I’m very new to HTM and I’ve also been reading up about using Curriculum Learning for neural networks. See here.
With Curriculum Learning, you gradually feed your model increasingly difficult training data, like increasingly noisy data, or as the authors of the above paper have done, increasing the variance in an object’s position, size, orientation, etc.
My question is, do you think this method of training can be applied to HTM? Could HTM handle an increasingly ‘difficult’ pattern? I’m thinking along the lines of object recognition.
It looks like Curriculum Learning is a Deep Learning tactic to overcome the catastrophic forgetting problem. This problem doesn’t exist in HTM systems, so I don’t think the tactic applies. Theoretically, as well, the idea of training one layer of a hierarchy first and moving to more complex objects while ascending the hierarchy and training the next one is not biologically plausible. It is evident that all parts of the brain are learning at once.
HTM doesn’t have catastrophic forgetting because it is already a continuous learning system.
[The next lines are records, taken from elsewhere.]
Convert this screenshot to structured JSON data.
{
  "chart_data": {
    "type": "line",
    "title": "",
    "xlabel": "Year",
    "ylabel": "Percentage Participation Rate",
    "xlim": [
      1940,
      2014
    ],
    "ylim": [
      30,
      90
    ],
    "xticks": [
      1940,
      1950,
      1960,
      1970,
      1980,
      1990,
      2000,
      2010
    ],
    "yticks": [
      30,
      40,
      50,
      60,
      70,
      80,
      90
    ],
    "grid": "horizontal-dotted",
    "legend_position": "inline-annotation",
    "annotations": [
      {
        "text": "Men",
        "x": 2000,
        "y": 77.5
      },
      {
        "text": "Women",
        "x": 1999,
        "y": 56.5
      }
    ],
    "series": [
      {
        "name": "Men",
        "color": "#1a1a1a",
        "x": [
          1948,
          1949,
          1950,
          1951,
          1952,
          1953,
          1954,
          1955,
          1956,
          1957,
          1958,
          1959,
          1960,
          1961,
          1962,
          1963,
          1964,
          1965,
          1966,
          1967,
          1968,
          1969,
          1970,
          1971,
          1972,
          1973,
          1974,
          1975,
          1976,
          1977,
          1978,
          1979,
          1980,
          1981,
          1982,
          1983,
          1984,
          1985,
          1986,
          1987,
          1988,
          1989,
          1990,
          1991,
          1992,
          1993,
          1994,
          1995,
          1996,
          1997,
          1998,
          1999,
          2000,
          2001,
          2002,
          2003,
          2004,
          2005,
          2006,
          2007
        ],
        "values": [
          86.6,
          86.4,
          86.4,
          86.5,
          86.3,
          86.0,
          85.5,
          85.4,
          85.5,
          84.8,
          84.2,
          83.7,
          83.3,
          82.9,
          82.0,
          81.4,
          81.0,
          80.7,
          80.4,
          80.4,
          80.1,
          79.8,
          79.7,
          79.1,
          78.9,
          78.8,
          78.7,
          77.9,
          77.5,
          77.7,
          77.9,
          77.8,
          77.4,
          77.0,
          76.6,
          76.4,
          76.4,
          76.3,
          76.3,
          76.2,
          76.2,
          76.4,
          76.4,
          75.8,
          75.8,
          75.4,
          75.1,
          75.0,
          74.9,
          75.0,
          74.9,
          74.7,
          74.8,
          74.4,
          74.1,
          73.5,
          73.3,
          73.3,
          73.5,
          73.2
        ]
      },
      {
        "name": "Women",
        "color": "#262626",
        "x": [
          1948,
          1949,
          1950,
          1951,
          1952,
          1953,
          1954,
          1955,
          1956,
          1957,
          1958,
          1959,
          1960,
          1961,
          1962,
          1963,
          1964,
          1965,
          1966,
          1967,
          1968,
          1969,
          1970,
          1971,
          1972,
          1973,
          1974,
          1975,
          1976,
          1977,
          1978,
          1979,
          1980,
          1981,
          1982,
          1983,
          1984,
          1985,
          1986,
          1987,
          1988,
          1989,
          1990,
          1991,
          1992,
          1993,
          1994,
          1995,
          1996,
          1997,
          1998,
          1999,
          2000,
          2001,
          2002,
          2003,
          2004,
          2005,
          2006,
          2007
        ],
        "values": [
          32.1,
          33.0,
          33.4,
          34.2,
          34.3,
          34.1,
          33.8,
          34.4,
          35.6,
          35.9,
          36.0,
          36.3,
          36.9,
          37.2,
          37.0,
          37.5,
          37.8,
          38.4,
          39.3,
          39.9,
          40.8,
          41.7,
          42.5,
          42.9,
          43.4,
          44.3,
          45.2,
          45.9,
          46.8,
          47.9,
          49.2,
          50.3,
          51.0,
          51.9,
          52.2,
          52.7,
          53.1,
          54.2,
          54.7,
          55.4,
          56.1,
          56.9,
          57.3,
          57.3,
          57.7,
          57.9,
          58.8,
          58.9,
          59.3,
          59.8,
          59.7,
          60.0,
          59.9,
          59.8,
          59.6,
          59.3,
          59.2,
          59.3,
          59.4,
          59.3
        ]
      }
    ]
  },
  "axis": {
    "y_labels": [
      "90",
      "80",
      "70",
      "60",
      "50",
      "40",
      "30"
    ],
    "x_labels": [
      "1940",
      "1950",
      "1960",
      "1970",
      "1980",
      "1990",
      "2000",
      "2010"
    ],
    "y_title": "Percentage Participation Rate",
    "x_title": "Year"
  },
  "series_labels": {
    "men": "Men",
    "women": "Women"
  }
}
There is no backprop where all weights are altered. Learning happens as synapse permanences change at every time step, just like a brain learns with every second. Representations are sparse and semantic.
HTM will handle increasingly difficult patterns, in that it will update its representation of the input data continuously as patterns change. Its model is always changing (at least as long as learning is turned on).
As @rhyolight were arguing, curriculum learning is very related to continual learning. However, the initial idea of curriculum learning is more about creating a curriculum to help AI agents learn faster and better a very complex task. For example if we want an agent to move around a maze and pick up objects on the ground, one may argue that it may be easier to learn how to do that by:
Learning how to recognize those objects;
Learning to navigate a maze and finally;
Putting these two skills together to maximize the reward;
I think HTMs may benefit from a curriculum as well, but keep in mind that with HTMs we don’t need to learn complex hierarchical features thought gradient descent, so I think most of the advantage of it would be lost. However I’m not sure about it: It may worth to investigate!